--- Task material Enclosed Below ---

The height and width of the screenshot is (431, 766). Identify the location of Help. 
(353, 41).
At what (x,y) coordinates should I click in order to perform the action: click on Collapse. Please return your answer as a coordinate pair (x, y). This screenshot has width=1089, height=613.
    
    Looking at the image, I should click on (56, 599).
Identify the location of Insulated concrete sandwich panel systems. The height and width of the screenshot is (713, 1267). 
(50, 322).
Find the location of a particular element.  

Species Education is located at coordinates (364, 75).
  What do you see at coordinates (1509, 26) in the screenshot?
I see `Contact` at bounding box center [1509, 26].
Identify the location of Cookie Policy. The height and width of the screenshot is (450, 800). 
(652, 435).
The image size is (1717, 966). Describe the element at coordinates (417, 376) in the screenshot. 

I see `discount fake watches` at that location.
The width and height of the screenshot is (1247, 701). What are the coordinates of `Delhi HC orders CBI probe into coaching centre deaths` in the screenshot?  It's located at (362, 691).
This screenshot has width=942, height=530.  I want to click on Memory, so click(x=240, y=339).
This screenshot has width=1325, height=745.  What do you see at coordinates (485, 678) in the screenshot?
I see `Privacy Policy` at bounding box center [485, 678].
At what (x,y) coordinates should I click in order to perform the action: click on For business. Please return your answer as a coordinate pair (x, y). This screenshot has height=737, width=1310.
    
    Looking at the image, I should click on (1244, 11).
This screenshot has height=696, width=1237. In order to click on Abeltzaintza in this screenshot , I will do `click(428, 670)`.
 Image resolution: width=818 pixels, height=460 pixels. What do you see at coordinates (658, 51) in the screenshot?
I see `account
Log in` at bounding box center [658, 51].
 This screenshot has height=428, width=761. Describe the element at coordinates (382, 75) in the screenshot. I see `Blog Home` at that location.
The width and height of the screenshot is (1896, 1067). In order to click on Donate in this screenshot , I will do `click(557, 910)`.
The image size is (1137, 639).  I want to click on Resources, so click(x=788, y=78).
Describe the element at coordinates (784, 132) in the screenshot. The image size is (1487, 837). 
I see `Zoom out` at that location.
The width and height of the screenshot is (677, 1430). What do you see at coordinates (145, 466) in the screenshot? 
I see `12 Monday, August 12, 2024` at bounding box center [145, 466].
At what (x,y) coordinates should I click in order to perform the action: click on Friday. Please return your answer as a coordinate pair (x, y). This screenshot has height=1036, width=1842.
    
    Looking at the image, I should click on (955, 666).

--- End of Enclosed Task material ---

What the task requires – Precisely as given, transcribe all of the entries above.

Answer section –
The height and width of the screenshot is (431, 766). Identify the location of Help. 
(353, 41).
At what (x,y) coordinates should I click in order to perform the action: click on Collapse. Please return your answer as a coordinate pair (x, y). This screenshot has width=1089, height=613.
    
    Looking at the image, I should click on (56, 599).
Identify the location of Insulated concrete sandwich panel systems. The height and width of the screenshot is (713, 1267). 
(50, 322).
Find the location of a particular element.  

Species Education is located at coordinates (364, 75).
  What do you see at coordinates (1509, 26) in the screenshot?
I see `Contact` at bounding box center [1509, 26].
Identify the location of Cookie Policy. The height and width of the screenshot is (450, 800). 
(652, 435).
The image size is (1717, 966). Describe the element at coordinates (417, 376) in the screenshot. 

I see `discount fake watches` at that location.
The width and height of the screenshot is (1247, 701). What are the coordinates of `Delhi HC orders CBI probe into coaching centre deaths` in the screenshot?  It's located at (362, 691).
This screenshot has width=942, height=530.  I want to click on Memory, so click(x=240, y=339).
This screenshot has width=1325, height=745.  What do you see at coordinates (485, 678) in the screenshot?
I see `Privacy Policy` at bounding box center [485, 678].
At what (x,y) coordinates should I click in order to perform the action: click on For business. Please return your answer as a coordinate pair (x, y). This screenshot has height=737, width=1310.
    
    Looking at the image, I should click on (1244, 11).
This screenshot has height=696, width=1237. In order to click on Abeltzaintza in this screenshot , I will do `click(428, 670)`.
 Image resolution: width=818 pixels, height=460 pixels. What do you see at coordinates (658, 51) in the screenshot?
I see `account
Log in` at bounding box center [658, 51].
 This screenshot has height=428, width=761. Describe the element at coordinates (382, 75) in the screenshot. I see `Blog Home` at that location.
The width and height of the screenshot is (1896, 1067). In order to click on Donate in this screenshot , I will do `click(557, 910)`.
The image size is (1137, 639).  I want to click on Resources, so click(x=788, y=78).
Describe the element at coordinates (784, 132) in the screenshot. The image size is (1487, 837). 
I see `Zoom out` at that location.
The width and height of the screenshot is (677, 1430). What do you see at coordinates (145, 466) in the screenshot? 
I see `12 Monday, August 12, 2024` at bounding box center [145, 466].
At what (x,y) coordinates should I click in order to perform the action: click on Friday. Please return your answer as a coordinate pair (x, y). This screenshot has height=1036, width=1842.
    
    Looking at the image, I should click on (955, 666).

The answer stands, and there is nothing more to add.